Duchess almost never smiled.  Her face was a study in sorrow.  A frown was chiseled into her cheeks.  The ends of her lips naturally tended downward.  She would lean on anything, as if the weight of her existence was too much to carry.  She spoke below a whisper, as if she did not deem her voice worthy of being heard. 

Silence passed.

I broke it.

“I think if someone is being abused, they should leave.”

She startled.  She looked like I had uncovered something too horrible.

“But don’t people sometimes change?  Sometimes if you love ‘em enough?”

“I wish people could change.  Sometimes they do but rarely.”

“Mhm,” she contemplated.

She rolled up her sleeve and showed me bruises.  She told me how her husband would shake her, how she was afraid that one day he might shake her too hard.  She might fall back and hit her head and be dead.  She said she ached.  Her skin would break out, which her doctor said was because of stress.  She worried too much and she knew it.  She was sixty without anyone in the world.  She used to set up a Christmas tree for her grandson but he never came round no more. 

“I set up a tree just for me.  I like it.”  I tried to be cheerful.  What a stupid, stupid thing to say.

She said her doctor said her spine was disenter… distente… (disintegrating) and that her back hurt so much sometime that tears would come out.  She had an MRI later that day.  She’d have to go alone.  It was scary being in a tunnel all alone, but God was with her and that would just have to be alright, she supposed. 

“I try to love everybody.  I try to tell people I appreciate their being here.  I try to hug people, but not everybody likes to be hugged.  You see her over there?  She sometimes comes in here so grumpy, and nobody deserves that.  You know, sometimes after he’s been running around with some other women, he needs my help and comes around.  I help him.  I do everything I can for him.  But he gets so angry.  He takes everything out on me.  He’s sixty, but he hasn’t lost any of his strength.  He’s gotten worse.  He’s gonna kill me.”

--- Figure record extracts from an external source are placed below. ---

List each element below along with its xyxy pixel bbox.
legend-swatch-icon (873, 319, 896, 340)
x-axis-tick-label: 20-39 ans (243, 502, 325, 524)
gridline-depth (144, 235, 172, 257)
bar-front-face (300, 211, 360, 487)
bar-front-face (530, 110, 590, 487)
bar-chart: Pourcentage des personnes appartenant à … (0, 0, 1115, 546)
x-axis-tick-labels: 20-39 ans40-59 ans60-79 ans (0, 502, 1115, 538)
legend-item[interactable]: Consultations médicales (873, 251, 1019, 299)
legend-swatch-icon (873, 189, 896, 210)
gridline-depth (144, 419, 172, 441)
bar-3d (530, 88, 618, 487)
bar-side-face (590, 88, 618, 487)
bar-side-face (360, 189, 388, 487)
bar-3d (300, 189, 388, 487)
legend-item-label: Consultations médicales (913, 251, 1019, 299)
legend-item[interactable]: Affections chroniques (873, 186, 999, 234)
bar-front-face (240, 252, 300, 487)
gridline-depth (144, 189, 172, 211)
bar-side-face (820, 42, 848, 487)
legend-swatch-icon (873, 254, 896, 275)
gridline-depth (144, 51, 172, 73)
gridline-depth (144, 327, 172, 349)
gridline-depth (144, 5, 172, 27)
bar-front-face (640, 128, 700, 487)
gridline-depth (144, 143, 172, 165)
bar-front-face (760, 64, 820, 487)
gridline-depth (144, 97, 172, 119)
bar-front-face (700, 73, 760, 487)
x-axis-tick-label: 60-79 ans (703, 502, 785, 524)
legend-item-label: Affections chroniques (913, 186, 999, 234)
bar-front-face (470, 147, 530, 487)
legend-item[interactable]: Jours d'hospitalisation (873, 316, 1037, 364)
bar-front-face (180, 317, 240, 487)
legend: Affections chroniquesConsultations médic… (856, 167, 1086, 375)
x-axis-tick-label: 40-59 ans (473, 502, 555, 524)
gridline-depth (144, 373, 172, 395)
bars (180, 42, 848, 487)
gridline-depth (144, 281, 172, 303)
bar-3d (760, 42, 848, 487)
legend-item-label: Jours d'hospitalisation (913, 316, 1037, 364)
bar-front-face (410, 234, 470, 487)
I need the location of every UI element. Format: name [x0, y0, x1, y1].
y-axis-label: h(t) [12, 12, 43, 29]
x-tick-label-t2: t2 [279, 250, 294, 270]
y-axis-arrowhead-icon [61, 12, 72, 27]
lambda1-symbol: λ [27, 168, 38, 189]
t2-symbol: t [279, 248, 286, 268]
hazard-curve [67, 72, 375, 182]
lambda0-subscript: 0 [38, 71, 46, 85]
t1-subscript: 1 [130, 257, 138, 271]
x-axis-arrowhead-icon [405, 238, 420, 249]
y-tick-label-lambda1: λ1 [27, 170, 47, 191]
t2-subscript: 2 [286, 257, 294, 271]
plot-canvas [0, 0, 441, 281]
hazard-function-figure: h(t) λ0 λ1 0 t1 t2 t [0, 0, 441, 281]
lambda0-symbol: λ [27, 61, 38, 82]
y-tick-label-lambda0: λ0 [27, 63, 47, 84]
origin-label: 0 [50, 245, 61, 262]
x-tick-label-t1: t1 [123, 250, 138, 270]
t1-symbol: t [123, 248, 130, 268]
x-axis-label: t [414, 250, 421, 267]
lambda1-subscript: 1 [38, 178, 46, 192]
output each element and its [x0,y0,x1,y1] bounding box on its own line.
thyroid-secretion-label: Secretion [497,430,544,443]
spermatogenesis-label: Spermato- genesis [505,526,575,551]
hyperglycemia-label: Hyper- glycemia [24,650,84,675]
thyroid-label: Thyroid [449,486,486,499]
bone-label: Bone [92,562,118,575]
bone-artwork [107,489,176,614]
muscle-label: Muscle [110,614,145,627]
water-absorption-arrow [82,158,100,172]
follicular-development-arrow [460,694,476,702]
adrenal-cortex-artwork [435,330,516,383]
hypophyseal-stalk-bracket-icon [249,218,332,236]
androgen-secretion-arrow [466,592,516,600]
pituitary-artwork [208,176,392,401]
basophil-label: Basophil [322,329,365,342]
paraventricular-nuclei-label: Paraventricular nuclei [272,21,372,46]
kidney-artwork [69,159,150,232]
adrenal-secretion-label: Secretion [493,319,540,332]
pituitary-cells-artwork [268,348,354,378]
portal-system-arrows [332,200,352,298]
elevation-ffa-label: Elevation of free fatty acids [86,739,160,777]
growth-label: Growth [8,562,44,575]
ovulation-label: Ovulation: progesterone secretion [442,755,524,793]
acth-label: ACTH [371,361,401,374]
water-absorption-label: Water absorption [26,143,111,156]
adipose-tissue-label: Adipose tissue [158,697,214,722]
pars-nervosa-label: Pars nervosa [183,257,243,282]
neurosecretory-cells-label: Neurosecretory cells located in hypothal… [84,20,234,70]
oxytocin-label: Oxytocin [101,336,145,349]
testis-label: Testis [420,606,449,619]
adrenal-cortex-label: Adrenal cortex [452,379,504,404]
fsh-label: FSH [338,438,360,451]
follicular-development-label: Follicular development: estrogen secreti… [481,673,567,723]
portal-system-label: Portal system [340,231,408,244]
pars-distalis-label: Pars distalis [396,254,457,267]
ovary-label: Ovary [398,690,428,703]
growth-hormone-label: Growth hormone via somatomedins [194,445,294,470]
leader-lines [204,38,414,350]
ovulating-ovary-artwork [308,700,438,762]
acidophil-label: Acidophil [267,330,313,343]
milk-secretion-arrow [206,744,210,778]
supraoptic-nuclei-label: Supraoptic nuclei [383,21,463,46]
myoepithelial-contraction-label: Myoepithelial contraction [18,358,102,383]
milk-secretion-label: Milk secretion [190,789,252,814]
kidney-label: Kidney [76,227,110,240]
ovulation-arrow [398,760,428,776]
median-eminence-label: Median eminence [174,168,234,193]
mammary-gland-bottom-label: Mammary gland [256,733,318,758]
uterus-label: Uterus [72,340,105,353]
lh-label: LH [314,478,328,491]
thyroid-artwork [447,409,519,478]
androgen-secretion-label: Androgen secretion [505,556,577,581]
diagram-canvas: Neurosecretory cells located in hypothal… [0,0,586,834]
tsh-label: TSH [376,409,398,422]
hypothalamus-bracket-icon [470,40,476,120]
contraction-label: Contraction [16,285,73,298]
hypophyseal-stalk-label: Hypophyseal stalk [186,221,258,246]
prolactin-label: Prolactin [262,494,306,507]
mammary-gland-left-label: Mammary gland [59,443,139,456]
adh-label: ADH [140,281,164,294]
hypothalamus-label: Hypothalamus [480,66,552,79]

“You’re so busy taking care of everyone else.  You need to take care of yourself.”  What a stupid thing to say.

Character Sketch I

•December 11, 2012 • Leave a Comment

Janice

Janice is strong.  Janice is lean and tall.  Her brow is always furrowed.  “If Ms. Janice ever tells you to do something,” I was told, “just ask someone else what you should do.  No one ever understands what she says.”  I believed this.  Over the incessant whirs of machines and clashing of plates could sometimes be heard the piercing yet unintelligible commands.  I was afraid of Janice.  She ran the dishroom with an iron fist, a fist that always missed its target, pounding on our ears with no effect.  I thought she must hate us since we probably never do what she says, or if we do, it’s completely by accident.  I learned to tune her out.  It was unimportant.  No use trying to understand.

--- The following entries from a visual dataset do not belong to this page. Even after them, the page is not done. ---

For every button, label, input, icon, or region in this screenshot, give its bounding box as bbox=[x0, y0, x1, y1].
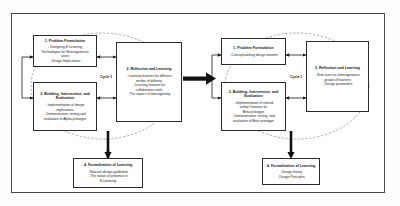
stage-line: - Design Principles bbox=[277, 175, 304, 180]
stage-building-intervention-evaluation-right[interactable]: 3. Building, Intervention, and Evaluatio… bbox=[221, 82, 286, 131]
stage-line: evaluation of Alpha prototype bbox=[44, 117, 87, 122]
stage-line: - Design Implications bbox=[50, 59, 81, 64]
stage-title: 4. Formalization of Learning bbox=[267, 164, 315, 168]
stage-reflection-learning-left[interactable]: 2. Reflection and Learning - Learning fe… bbox=[116, 42, 182, 122]
stage-formalization-learning-left[interactable]: 4. Formalization of Learning - Nascent d… bbox=[73, 158, 143, 188]
stage-problem-formulation-right[interactable]: 1. Problem Formulation - Conceptualizing… bbox=[221, 38, 286, 65]
cycle-left-label: Cycle 1 bbox=[100, 75, 112, 79]
stage-title: 3. Building, Intervention, and Evaluatio… bbox=[224, 90, 283, 99]
diagram-canvas: 1. Problem Formulation - Designing E-Lea… bbox=[0, 0, 400, 206]
stage-line: - Conceptualizing design maxims bbox=[229, 53, 277, 58]
stage-title: 3. Building, Intervention, and Evaluatio… bbox=[36, 92, 94, 101]
stage-problem-formulation-left[interactable]: 1. Problem Formulation - Designing E-Lea… bbox=[33, 35, 97, 67]
stage-line: evaluation of Beta prototype bbox=[233, 119, 274, 124]
stage-line: - The aspect of heterogeneity bbox=[128, 92, 171, 97]
stage-building-intervention-evaluation-left[interactable]: 3. Building, Intervention, and Evaluatio… bbox=[33, 82, 97, 131]
stage-line: E-Learning bbox=[100, 179, 116, 184]
stage-title: 1. Problem Formulation bbox=[233, 46, 273, 50]
stage-title: 4. Formalization of Learning bbox=[84, 163, 132, 167]
stage-reflection-learning-right[interactable]: 2. Reflection and Learning - End-users a… bbox=[306, 41, 369, 112]
stage-title: 2. Reflection and Learning bbox=[126, 67, 171, 71]
stage-formalization-learning-right[interactable]: 4. Formalization of Learning - Design th… bbox=[262, 158, 320, 185]
stage-title: 1. Problem Formulation bbox=[45, 39, 85, 43]
stage-line: - Design parameters bbox=[323, 82, 353, 87]
cycle-right-label: Cycle 1 bbox=[290, 75, 302, 79]
stage-title: 2. Reflection and Learning bbox=[315, 66, 360, 70]
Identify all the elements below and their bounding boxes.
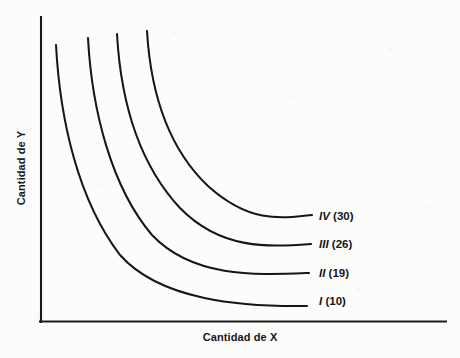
curve-label-II: II (19)	[319, 267, 349, 279]
curve-label-I: I (10)	[319, 295, 346, 307]
y-axis-title: Cantidad de Y	[15, 130, 27, 205]
curve-label-II-value: (19)	[329, 267, 350, 279]
curve-label-IV: IV (30)	[319, 210, 354, 222]
curve-label-III: III (26)	[319, 238, 352, 250]
curve-label-III-value: (26)	[332, 238, 353, 250]
x-axis-title: Cantidad de X	[203, 331, 278, 343]
curve-III	[117, 34, 311, 246]
indifference-curve-chart: IV (30) III (26) II (19) I (10) Cantidad…	[0, 0, 460, 358]
curve-I	[56, 45, 307, 306]
curve-IV	[147, 31, 312, 217]
curve-label-I-value: (10)	[325, 295, 346, 307]
curve-label-IV-value: (30)	[333, 210, 354, 222]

At the end of a particularly demanding shift, I heard her say, “Y’all should jest go back. Goooo back to school,” by which I thought she meant that she had come to the end of her rope with us, that there was no hope for us idiot student workers.  She then yelled the same mantra over and over and over.  I couldn’t comprehend it, but it was beautiful.  It was songlike, no, chantlike.  A call and response to which no one could respond.  A stab into a dumb darkness.  “Uh meeeeen woot. Uh haaaawt woot.”  I focused on the sounds, the mere sounds, the raw sounds.  She shook her head and mopped.  “Uh haaaaawt wort. Mmm.  I knows.”  Suddenly I understood.  It’s a mean world.  It’s a hard world.  I know it.

Her battle cries were with us, not against us.  Suddenly this rough woman was important.  Suddenly it mattered what she said.  She was not yelling at us.  She was empathizing.  She was railing against the cruelty of the world.  She knew our struggles.  She knew we were tired.  She knew.  She had hard-won knowledge.  And she was on our side.  It’s hard.

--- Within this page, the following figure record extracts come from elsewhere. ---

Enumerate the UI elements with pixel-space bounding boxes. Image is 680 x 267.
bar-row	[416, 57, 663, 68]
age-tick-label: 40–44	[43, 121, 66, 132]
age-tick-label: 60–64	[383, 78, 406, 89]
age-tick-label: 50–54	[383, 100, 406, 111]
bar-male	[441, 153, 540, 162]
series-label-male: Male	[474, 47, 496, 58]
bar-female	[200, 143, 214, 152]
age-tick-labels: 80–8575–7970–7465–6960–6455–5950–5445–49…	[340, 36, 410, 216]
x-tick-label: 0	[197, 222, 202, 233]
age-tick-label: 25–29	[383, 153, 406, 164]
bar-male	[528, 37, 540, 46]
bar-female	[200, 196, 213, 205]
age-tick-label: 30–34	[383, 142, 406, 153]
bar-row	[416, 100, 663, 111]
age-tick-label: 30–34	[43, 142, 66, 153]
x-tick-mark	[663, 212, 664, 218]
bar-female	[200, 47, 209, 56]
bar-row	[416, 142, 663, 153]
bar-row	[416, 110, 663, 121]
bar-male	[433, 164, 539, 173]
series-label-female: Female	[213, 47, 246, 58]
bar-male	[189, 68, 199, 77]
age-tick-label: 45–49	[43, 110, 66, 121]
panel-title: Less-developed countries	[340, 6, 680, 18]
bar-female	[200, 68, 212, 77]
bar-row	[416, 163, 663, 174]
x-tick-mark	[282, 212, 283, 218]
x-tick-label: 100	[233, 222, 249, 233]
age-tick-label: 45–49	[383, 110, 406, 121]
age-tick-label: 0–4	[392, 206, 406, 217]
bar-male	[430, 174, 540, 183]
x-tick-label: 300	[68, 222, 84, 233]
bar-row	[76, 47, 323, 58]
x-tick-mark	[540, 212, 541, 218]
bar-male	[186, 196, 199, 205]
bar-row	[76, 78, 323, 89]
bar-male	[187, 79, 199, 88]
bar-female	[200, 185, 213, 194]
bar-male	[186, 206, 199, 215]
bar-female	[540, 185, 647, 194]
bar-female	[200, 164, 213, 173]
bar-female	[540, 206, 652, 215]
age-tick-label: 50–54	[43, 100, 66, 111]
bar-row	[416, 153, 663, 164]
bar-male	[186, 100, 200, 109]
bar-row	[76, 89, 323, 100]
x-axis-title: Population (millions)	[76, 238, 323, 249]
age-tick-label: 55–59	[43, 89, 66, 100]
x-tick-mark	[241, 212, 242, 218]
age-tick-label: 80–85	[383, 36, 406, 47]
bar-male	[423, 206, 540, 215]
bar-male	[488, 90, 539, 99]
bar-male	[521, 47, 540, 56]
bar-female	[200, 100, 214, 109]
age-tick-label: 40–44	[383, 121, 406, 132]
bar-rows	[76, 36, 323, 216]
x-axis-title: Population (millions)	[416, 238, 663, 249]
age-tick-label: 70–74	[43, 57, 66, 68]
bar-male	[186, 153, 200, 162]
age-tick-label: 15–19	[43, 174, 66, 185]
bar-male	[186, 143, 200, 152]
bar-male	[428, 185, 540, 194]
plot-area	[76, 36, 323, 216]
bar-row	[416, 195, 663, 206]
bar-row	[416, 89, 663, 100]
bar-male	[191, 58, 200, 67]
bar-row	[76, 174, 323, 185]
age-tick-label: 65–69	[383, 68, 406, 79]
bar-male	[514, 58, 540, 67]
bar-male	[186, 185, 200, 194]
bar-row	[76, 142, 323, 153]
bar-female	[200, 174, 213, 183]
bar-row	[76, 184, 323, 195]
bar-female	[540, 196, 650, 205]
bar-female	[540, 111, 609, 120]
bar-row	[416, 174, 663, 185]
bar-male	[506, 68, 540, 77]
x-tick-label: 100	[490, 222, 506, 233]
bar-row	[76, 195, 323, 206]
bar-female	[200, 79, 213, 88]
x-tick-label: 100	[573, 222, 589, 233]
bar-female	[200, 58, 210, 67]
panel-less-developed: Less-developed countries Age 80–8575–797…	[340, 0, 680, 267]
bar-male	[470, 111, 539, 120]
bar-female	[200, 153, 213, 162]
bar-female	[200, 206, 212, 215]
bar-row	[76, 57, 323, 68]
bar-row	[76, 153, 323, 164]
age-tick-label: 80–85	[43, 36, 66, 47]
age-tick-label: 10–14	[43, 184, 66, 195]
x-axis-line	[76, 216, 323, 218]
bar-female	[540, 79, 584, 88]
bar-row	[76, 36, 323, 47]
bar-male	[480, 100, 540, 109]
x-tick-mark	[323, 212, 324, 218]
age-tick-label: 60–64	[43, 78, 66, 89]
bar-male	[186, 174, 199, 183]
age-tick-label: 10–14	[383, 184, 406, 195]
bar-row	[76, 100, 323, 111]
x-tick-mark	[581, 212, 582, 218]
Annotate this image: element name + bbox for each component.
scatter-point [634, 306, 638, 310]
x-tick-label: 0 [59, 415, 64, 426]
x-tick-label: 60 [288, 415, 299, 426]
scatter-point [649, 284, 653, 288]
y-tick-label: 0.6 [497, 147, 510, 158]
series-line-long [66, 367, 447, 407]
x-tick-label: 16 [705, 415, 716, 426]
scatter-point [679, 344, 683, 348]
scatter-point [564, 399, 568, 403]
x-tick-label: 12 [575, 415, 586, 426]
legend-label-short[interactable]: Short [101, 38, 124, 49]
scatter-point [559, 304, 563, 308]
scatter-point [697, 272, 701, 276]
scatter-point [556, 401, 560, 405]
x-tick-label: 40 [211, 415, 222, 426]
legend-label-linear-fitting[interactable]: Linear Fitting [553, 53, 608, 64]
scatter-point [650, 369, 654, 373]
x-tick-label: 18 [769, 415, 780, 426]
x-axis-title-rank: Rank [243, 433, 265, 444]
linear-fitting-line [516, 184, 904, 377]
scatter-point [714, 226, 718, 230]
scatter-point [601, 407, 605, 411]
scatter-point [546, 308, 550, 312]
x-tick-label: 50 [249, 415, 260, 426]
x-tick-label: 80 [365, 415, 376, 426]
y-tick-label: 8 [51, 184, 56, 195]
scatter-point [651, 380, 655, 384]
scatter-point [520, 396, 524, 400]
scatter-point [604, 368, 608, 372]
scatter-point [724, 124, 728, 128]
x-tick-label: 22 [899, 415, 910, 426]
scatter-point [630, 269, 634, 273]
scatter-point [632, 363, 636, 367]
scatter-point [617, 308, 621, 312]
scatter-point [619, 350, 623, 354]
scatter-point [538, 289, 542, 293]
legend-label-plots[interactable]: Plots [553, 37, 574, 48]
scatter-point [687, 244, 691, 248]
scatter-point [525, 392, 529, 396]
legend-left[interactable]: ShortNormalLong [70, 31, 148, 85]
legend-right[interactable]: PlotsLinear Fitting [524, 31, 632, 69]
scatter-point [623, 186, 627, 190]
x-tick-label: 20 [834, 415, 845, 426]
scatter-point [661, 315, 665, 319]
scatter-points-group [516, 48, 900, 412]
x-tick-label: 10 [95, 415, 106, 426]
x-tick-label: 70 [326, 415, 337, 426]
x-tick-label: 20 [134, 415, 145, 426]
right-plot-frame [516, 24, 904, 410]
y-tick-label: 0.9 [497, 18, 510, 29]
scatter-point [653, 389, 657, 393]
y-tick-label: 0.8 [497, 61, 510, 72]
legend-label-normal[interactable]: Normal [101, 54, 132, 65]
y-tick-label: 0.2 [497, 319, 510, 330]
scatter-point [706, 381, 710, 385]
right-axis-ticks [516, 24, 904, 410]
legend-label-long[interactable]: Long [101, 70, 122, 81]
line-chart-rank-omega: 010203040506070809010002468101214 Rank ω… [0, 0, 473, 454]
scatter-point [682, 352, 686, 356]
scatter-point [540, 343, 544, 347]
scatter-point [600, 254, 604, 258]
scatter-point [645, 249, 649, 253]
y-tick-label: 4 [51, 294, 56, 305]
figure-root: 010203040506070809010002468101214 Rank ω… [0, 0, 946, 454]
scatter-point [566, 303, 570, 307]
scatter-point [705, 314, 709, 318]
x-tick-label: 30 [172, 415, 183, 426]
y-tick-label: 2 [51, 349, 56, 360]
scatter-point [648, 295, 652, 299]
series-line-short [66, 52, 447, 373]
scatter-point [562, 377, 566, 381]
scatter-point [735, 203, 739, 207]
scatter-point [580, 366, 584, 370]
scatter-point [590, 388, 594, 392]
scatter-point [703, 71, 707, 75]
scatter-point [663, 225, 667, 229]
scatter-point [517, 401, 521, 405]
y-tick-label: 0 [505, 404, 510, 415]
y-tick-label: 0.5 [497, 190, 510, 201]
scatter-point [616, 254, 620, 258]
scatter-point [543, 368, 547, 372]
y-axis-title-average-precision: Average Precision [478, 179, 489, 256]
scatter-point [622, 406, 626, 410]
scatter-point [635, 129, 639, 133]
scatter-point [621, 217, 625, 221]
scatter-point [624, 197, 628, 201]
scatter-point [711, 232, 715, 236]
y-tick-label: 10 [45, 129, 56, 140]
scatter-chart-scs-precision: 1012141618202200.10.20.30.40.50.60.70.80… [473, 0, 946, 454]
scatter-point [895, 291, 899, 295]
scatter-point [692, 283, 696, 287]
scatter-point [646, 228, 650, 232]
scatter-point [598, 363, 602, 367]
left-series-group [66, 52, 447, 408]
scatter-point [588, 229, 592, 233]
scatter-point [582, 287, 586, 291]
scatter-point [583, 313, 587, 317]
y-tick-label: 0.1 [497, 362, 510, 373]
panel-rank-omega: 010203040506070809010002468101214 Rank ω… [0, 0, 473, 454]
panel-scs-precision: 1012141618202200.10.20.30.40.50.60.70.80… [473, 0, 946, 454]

I started listening every chance I got.  No one else seemed to know Janice.  No one else saw her deep compassion for us.  But I kept listening.  She said that times have changed.  She said she couldn’t keep up with us kids.  She couldn’t understand.  “Y’all’re so touchy-feely.  Men with men, women with women,” she would sometimes remark.  “But it’s jest that times are changing.  You gotta accept that.  They aren’t doin anything wrong.  It’s jest not for me, that’s all.” 

“I know it’s hard, going to school and working.  I know. I know.” “You just gotta accept it.”  “It’s not for me to judge.”  She was personified.  A person who had been made into a caricature, into an object, was made human again.  Of course, I didn’t understand everything she said.  Sometimes her words were still just sounds to me, but I wanted to listen.  I wanted to catch on to the glimpses I could grasp into her mind.  How much I might have missed had I dismissed her. 

December Days

•December 9, 2012 • Leave a Comment

The same dark, quiet, solitary December days which used to stir in me angst and despair now are to me a comfort. I used to respond to the resting earth with unrest, to wish to create in the silence some noise, to rail against symbolic death with a desperate plea to life. But now I feel a completeness in stillness. I sit behind my apartment on the porch that I don’t have (a slab of concrete) and stare into the shadowed woods and do not fear. I am alone, but I realize I am no more alone than when I seek out company to fill the void. I am separated from other consciousnesses by space, but I still have ideas in my own mind and am still existing to the same extent (if indeed it can be said that existence is a predicate of me) I always have. Perhaps it is lonelier to feel separation in the physical presence of others. Perhaps it is lonelier to feel the weight of a void in one’s own mind which begs to be filled with substitute consciousnesses provided by others.

What has changed? Nothing. Or rather, that which has changed is always changing. [Is continual and inevitable change a sort of stagnation?] What have I discovered? Nothing. What is the source of my comfort? Nothingness. I am getting nowhere and am glad.

What advice can I give to others? I have not had a goal in mind. Others who have some goal in mind should not ask me how to achieve that goal, because I have not tried. I do not know a path. I do not know a direction. Others who have no goal in mind will not need my directions any more than I need the direction of others.

Bleak and lost as this condition may sound, I prefer to regard it as a realization rather than a position. By being calm, by being peaceable, the world in which I find myself becomes no more bleak and lost. I simply turn my attention towards that emptiness and become peaceful towards it. I do not cease to have desires. I do not cease to work. I am not idle. In fact, I regard the work of stillness more challenging than movement. I find the work of reflection more straining than distraction. Most importantly, I do not cease to love. Love wells up in my heart often and strongly. I love those whom I love. I love that I am. I love that the world is. I love words. I love sound. I love thought. I love structure. I love disorder.

But by loving, I have often meant desire to possess. I cannot possess. I cannot possess especially if by possession I mean to control. I cannot possess if by possession I mean to indefinitely preserve. I cannot possess if by possession I mean to change something outside of my domain. But if by possession I mean a relishing of that which is near me or that which pleases me when it is near or does please, then I do not mean possession at all, but rather love.